5. The Shape of a Policy JSON
Every policy uses the same JSON structure, with five elements.
{
"Version": "2012-10-17",
"Statement": [
{
"Sid": "AllowReadOnlyMyBucket",
"Effect": "Allow",
"Action": ["s3:GetObject", "s3:ListBucket"],
"Resource": [
"arn:aws:s3:::my-bucket",
"arn:aws:s3:::my-bucket/*"
],
"Condition": {
"IpAddress": {
"aws:SourceIp": ["203.0.113.0/24"]
},
"Bool": {
"aws:MultiFactorAuthPresent": "true"
}
}
}
]
}
What to focus on:
-
Effect: only
AlloworDeny. Default isDeny(if nothing says Allow, you get denied). -
Action:
s3:GetObjectstyle, in<service prefix>:<API name>form. Wildcards (s3:*,s3:Get*) work. -
Resource: the target, expressed as an ARN (Amazon Resource Name), e.g.

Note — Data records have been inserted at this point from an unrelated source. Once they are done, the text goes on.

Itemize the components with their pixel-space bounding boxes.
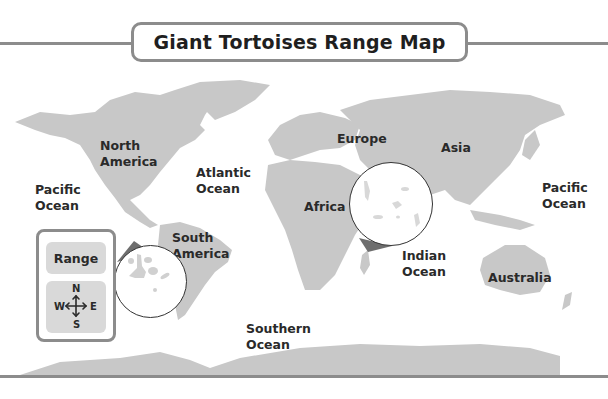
label-line: Pacific — [35, 182, 81, 198]
label-line: Ocean — [196, 181, 251, 197]
map-legend: Range N W E S — [36, 229, 116, 342]
new-zealand-landmass — [562, 292, 572, 310]
galapagos-islands-map — [115, 246, 187, 318]
compass-south: S — [73, 319, 80, 330]
legend-range-label: Range — [54, 251, 98, 266]
label-line: Ocean — [35, 198, 81, 214]
label-line: Pacific — [542, 180, 588, 196]
label-south-america: South America — [172, 230, 229, 262]
label-pacific-ocean-east: Pacific Ocean — [542, 180, 588, 212]
label-indian-ocean: Indian Ocean — [402, 248, 446, 280]
label-pacific-ocean-west: Pacific Ocean — [35, 182, 81, 214]
label-atlantic-ocean: Atlantic Ocean — [196, 165, 251, 197]
label-line: Southern — [246, 321, 311, 337]
map-title: Giant Tortoises Range Map — [153, 31, 445, 53]
legend-range-key: Range — [46, 242, 106, 274]
compass-east: E — [90, 301, 97, 312]
label-southern-ocean: Southern Ocean — [246, 321, 311, 353]
compass-arrows-icon — [64, 294, 88, 318]
madagascar-landmass — [360, 250, 370, 275]
compass-north: N — [72, 283, 80, 294]
compass-rose: N W E S — [46, 281, 106, 333]
title-banner: Giant Tortoises Range Map — [131, 22, 468, 62]
label-line: North — [100, 138, 157, 154]
label-line: Atlantic — [196, 165, 251, 181]
label-line: America — [100, 154, 157, 170]
seychelles-inset-circle — [349, 162, 433, 246]
label-asia: Asia — [441, 140, 471, 156]
galapagos-inset-circle — [114, 245, 187, 318]
label-line: South — [172, 230, 229, 246]
label-africa: Africa — [304, 199, 345, 215]
label-line: Ocean — [542, 196, 588, 212]
label-line: Indian — [402, 248, 446, 264]
label-europe: Europe — [337, 131, 387, 147]
label-line: America — [172, 246, 229, 262]
label-line: Ocean — [246, 337, 311, 353]
label-north-america: North America — [100, 138, 157, 170]
se-asia-islands — [470, 210, 535, 230]
seychelles-islands-map — [350, 163, 433, 246]
label-australia: Australia — [488, 270, 552, 286]
bottom-rule — [0, 375, 608, 378]
label-line: Ocean — [402, 264, 446, 280]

arn:aws:s3:::my-bucket/*. - Principal: "who". Not needed in an Identity Policy because the attachment target is implied. Required in a Resource Policy.
- Condition: extra constraints like IP, MFA, tags, time, VPC endpoint, and so on.

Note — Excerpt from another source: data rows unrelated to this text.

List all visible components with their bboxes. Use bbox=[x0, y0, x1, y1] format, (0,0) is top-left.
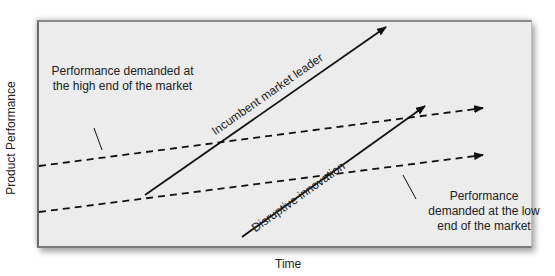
low-end-annotation: Performance demanded at the low end of t… bbox=[425, 189, 543, 234]
low-end-leader-line bbox=[403, 175, 416, 199]
diagram-lines bbox=[0, 0, 555, 276]
high-end-demand-line bbox=[39, 108, 483, 166]
high-end-annotation: Performance demanded at the high end of … bbox=[50, 64, 195, 94]
y-axis-label: Product Performance bbox=[4, 81, 18, 194]
x-axis-label: Time bbox=[275, 257, 301, 271]
low-end-demand-line bbox=[39, 155, 483, 212]
high-end-leader-line bbox=[94, 128, 102, 150]
incumbent-leader-line bbox=[145, 27, 386, 195]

Condition Is Where Real IAM Lives
Once you start writing IAM seriously, you live inside Condition. The ones I reach for most:
| Key | What it does | Example |
|---|---|---|
aws:SourceIp |
Source IP | Allow only from the office IP block |
aws:MultiFactorAuthPresent |
Did the caller use MFA? | Require MFA |
aws:PrincipalTag/Team |
Tag on the principal | If Team = ml, allow only ml-bucket |
s3:prefix |
Prefix being listed in S3 | A user can only ls their own folder |
aws:RequestedRegion |
Target region | Deny anything outside ap-northeast-1 |
aws:SecureTransport |
HTTPS? | Block plaintext HTTP access to S3 |
6. Policy Evaluation: Deny Beats Allow
AWS evaluates the six policy types in this order to reach a final decision.

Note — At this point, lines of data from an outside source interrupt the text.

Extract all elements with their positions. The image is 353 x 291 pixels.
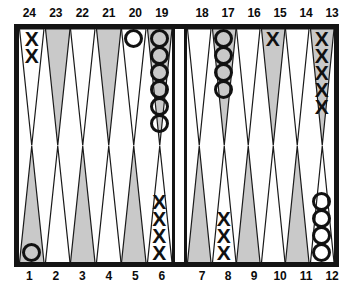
point-number-3: 3 xyxy=(69,266,96,286)
point-number-12: 12 xyxy=(319,266,345,286)
quadrant-top-right: XXXXXX xyxy=(187,29,334,146)
point-number-22: 22 xyxy=(69,3,96,23)
top-right-label-group: 181716151413 xyxy=(189,3,345,23)
point-8[interactable]: XXX xyxy=(212,146,237,263)
point-triangle-2 xyxy=(45,146,71,263)
point-24[interactable]: XX xyxy=(19,29,45,146)
bottom-left-label-group: 123456 xyxy=(16,266,175,286)
point-triangle-13 xyxy=(310,29,335,146)
point-number-9: 9 xyxy=(241,266,267,286)
point-triangle-16 xyxy=(236,29,261,146)
point-13[interactable]: XXXXX xyxy=(310,29,335,146)
point-18[interactable] xyxy=(187,29,212,146)
point-triangle-5 xyxy=(121,146,147,263)
point-triangle-15 xyxy=(261,29,286,146)
point-triangle-18 xyxy=(187,29,212,146)
point-number-8: 8 xyxy=(215,266,241,286)
point-triangle-6 xyxy=(147,146,173,263)
point-triangle-22 xyxy=(70,29,96,146)
point-number-5: 5 xyxy=(122,266,149,286)
point-triangle-12 xyxy=(310,146,335,263)
point-15[interactable]: X xyxy=(261,29,286,146)
point-triangle-20 xyxy=(121,29,147,146)
point-triangle-11 xyxy=(285,146,310,263)
point-triangle-3 xyxy=(70,146,96,263)
top-left-label-group: 242322212019 xyxy=(16,3,175,23)
point-number-24: 24 xyxy=(16,3,43,23)
point-9[interactable] xyxy=(236,146,261,263)
point-6[interactable]: XXXX xyxy=(147,146,173,263)
point-number-15: 15 xyxy=(267,3,293,23)
point-22[interactable] xyxy=(70,29,96,146)
point-number-19: 19 xyxy=(149,3,176,23)
point-20[interactable] xyxy=(121,29,147,146)
point-triangle-19 xyxy=(147,29,173,146)
point-number-11: 11 xyxy=(293,266,319,286)
point-21[interactable] xyxy=(96,29,122,146)
backgammon-board-figure: 242322212019 181716151413 XX XXXX XXXXXX… xyxy=(0,0,353,291)
point-triangle-7 xyxy=(187,146,212,263)
quadrant-bottom-left: XXXX xyxy=(19,146,172,263)
point-14[interactable] xyxy=(285,29,310,146)
point-17[interactable] xyxy=(212,29,237,146)
point-triangle-21 xyxy=(96,29,122,146)
point-number-4: 4 xyxy=(96,266,123,286)
bottom-right-label-group: 789101112 xyxy=(189,266,345,286)
point-triangle-9 xyxy=(236,146,261,263)
point-23[interactable] xyxy=(45,29,71,146)
point-triangle-23 xyxy=(45,29,71,146)
board-bar xyxy=(175,29,184,262)
point-2[interactable] xyxy=(45,146,71,263)
point-16[interactable] xyxy=(236,29,261,146)
point-number-21: 21 xyxy=(96,3,123,23)
point-triangle-1 xyxy=(19,146,45,263)
board-frame: XX XXXX XXXXXX XXX xyxy=(14,24,339,267)
point-12[interactable] xyxy=(310,146,335,263)
board-half-left: XX XXXX xyxy=(19,29,175,262)
point-1[interactable] xyxy=(19,146,45,263)
point-triangle-17 xyxy=(212,29,237,146)
point-number-6: 6 xyxy=(149,266,176,286)
point-number-10: 10 xyxy=(267,266,293,286)
point-triangle-8 xyxy=(212,146,237,263)
top-point-labels: 242322212019 181716151413 xyxy=(0,3,353,23)
point-3[interactable] xyxy=(70,146,96,263)
point-11[interactable] xyxy=(285,146,310,263)
point-10[interactable] xyxy=(261,146,286,263)
point-5[interactable] xyxy=(121,146,147,263)
quadrant-bottom-right: XXX xyxy=(187,146,334,263)
point-number-16: 16 xyxy=(241,3,267,23)
point-triangle-14 xyxy=(285,29,310,146)
point-19[interactable] xyxy=(147,29,173,146)
point-triangle-24 xyxy=(19,29,45,146)
point-number-20: 20 xyxy=(122,3,149,23)
bottom-point-labels: 123456 789101112 xyxy=(0,266,353,286)
board-half-right: XXXXXX XXX xyxy=(184,29,334,262)
point-number-1: 1 xyxy=(16,266,43,286)
point-number-7: 7 xyxy=(189,266,215,286)
point-number-23: 23 xyxy=(43,3,70,23)
point-7[interactable] xyxy=(187,146,212,263)
quadrant-top-left: XX xyxy=(19,29,172,146)
point-number-2: 2 xyxy=(43,266,70,286)
point-triangle-4 xyxy=(96,146,122,263)
point-number-13: 13 xyxy=(319,3,345,23)
point-triangle-10 xyxy=(261,146,286,263)
point-number-18: 18 xyxy=(189,3,215,23)
point-4[interactable] xyxy=(96,146,122,263)
point-number-17: 17 xyxy=(215,3,241,23)
point-number-14: 14 xyxy=(293,3,319,23)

(Note: this is the simplified, same-account version. Cross-account access has extra rules, e.g. the Resource Policy Allow is required, but the picture above is enough to grasp the principle.)
Three Iron Rules
- Default is Deny. If nothing says Allow, the answer is no.
- An explicit Deny overrides an explicit Allow. A single Deny anywhere ends the discussion.
- You need at least one Allow. No Allow = denied.
Without these three, you cannot debug "the policy says Allow but I still get AccessDenied".
Common "Why Am I Denied?" Patterns
| Symptom | Cause |
|---|---|
| Identity Policy says Allow, still Deny | An SCP is blocking that service at the org level |
| Can't access your own bucket | The bucket policy names a different Principal |
| Lost permissions after AssumeRole | A Session Policy was passed as an argument |
| Only some actions get Deny'd | A Permissions Boundary is narrowing via wildcards |
| Denied in only one region | An SCP or IAM Policy has a Region condition |
Why SCPs Are Powerful
An SCP (Service Control Policy) is an AWS Organizations feature that caps what an OU or account is allowed to do. Attach this SCP to a Sandbox OU and accounts under it cannot launch EC2 outside Tokyo.
{
"Version": "2012-10-17",
"Statement": [
{
"Sid": "DenyOutsideTokyo",
"Effect": "Deny",
"Action": "ec2:RunInstances",
"Resource": "*",
"Condition": {
"StringNotEquals": {
"aws:RequestedRegion": "ap-northeast-1"
}
}
}
]
}
Even if an IAM policy inside the account allows RunInstances in every region, the SCP Deny wins. That is what a guardrail buys you.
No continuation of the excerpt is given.